November 15, 2023 - 7:05pm

Canada

On Sunday, Diwali celebrations in Mississauaga — a Toronto suburb with a significant South Asian population — saw a brawl break out between Indian Hindus and Sikhs wielding pro-Khalistan flags. A video of the incident has gone viral on social media, and is adding fuel to growing tensions between India and Canada. The relationship between the two countries had taken a downward turn after Justin Trudeau accused the Modi government of assassinating prominent Sikh activist Hardeep Nijjar Singh back in September.

The clash has also drawn renewed focus to the accusation that Canada has long been a safe haven for terrorists and extremists. Canada’s first wave of Sikh separatist activism came in the 1980s, when a Khalistan separatist group was implicated in the bombing of a flight which resulted in the deaths of 329 people — the largest loss of life in a terrorist attack in Canadian history. 

Yet the recent streak of Sikh separatist violence in Canada is rooted in a 2014 political movement called Referendum 2020, which coalesced around the idea of a global, independent Sikh homeland in Northern India. The movement picked up steam in Canada, where numerous Sikh activists deemed to be terrorists by the Indian government had immigrated in the preceding decades, setting up gurdwaras and fuelling pro-separatist sentiments in Sikh and Punjabi communities nationwide.

Canada’s immigration, asylum and border control policies have exacerbated the extremist threat in recent years. A 2008 report by the Fraser Institute — a libertarian Canadian public policy think tank — highlighted that Canada’s mass immigration was incompatible with effective security as it overwhelmed efforts by the authorities to screen out threats. In “large immigrant communities that serve as the sea, terrorists swim as fish,” the report claimed. It recommended better screening of potential immigrants, as well as reducing the total number admitted, but events have moved in the opposite direction since.

The country is expected to welcome 1.5 million newcomers over the next three years. Such relentlessly high immigration levels end up creating large, self-contained communities which are constantly replenished, thereby reducing the need and opportunities for integration into the mainstream. 

This process of self-ghettoisation is evident in cities such as Mississauga and Brampton, which serve as destinations for most newcomers from India and Pakistan. Couple that with an explosion in international students coming to the country year after year — over 50% of whom are from Punjab and Haryana in India — and one is left with an overwhelmed security apparatus that can’t possibly keep up with the demands of preventing violent and extremist threats from taking root in cities across Canada.

The charge that the Canadian government has become a “nexus of terrorism”, or at least that it has turned a blind eye to extremism in immigrant communities, can no longer be ignored. From accusations of protecting members of Hezbollah due to the Lebanese group being a “legitimate charity”, to applauding Ukrainian Nazis in Parliament, the government has failed to dispel the claim that Canada has been uncomfortably hospitable to violent terrorists. Massive pro-Palestine rallies across the country and a tenfold increase in hate crimes against Jews since the beginning of the Hamas-Israel conflict are putting a spotlight on Islamist extremism in the nation, too.

Picking sides in international conflicts hasn’t been a winning strategy for Trudeau, but he’s yet to learn his lesson and seems committed to playing partisan politics, deciding which aggrieved party deserves special treatment. This past May, the Prime Minister was criticised by Sri Lankan authorities for commemorating “Tamil Genocide Remembrance Day” to honour the lives lost during the country’s decades-long civil war which came to an end in 2009. 

It’s too early to tell whether Canada — home to a large Sri Lankan diaspora — will see tensions rise between Tamils and Sinhalese as memories of the civil war find a new breeding ground among younger generations. But Trudeau’s cherry-picking of victims will not ensure that Canadians of all stripes live peacefully side by side.


Hina Husain is a Pakistani-Canadian freelance writer based in Toronto.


To do: Your result should be the lines holding the word "right", copied from the entries below.

### Listed entries ###

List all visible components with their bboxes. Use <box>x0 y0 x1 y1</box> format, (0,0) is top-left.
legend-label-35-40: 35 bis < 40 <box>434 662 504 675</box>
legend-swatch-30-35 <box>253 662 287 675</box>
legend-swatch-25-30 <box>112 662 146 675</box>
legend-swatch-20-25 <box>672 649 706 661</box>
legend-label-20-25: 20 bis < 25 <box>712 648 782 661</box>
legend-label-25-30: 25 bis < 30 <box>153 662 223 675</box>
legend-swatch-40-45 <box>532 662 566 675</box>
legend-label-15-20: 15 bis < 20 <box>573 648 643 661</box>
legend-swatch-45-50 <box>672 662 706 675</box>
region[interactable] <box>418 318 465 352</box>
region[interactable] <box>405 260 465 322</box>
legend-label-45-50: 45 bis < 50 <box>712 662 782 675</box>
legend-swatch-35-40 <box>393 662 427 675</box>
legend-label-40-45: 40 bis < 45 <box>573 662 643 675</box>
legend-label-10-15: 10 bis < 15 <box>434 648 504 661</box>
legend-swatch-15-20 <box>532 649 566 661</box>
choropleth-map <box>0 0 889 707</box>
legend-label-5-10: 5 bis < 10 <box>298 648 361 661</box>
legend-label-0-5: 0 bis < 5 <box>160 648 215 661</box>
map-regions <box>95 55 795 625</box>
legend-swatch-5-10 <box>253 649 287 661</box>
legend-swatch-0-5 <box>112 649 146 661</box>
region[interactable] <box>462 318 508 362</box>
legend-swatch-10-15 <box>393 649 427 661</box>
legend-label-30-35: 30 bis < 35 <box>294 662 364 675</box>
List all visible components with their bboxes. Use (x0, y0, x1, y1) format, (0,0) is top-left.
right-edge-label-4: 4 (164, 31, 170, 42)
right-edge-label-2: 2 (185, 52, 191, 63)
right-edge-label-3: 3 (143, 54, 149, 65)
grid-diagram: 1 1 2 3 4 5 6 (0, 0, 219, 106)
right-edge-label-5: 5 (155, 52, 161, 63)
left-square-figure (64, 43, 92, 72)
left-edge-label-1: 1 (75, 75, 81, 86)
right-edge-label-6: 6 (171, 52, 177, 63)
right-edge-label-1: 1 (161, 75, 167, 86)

###

Answer section:
right-edge-label-4: 4 (164, 31, 170, 42)
right-edge-label-2: 2 (185, 52, 191, 63)
right-edge-label-3: 3 (143, 54, 149, 65)
right-edge-label-5: 5 (155, 52, 161, 63)
right-edge-label-6: 6 (171, 52, 177, 63)
right-edge-label-1: 1 (161, 75, 167, 86)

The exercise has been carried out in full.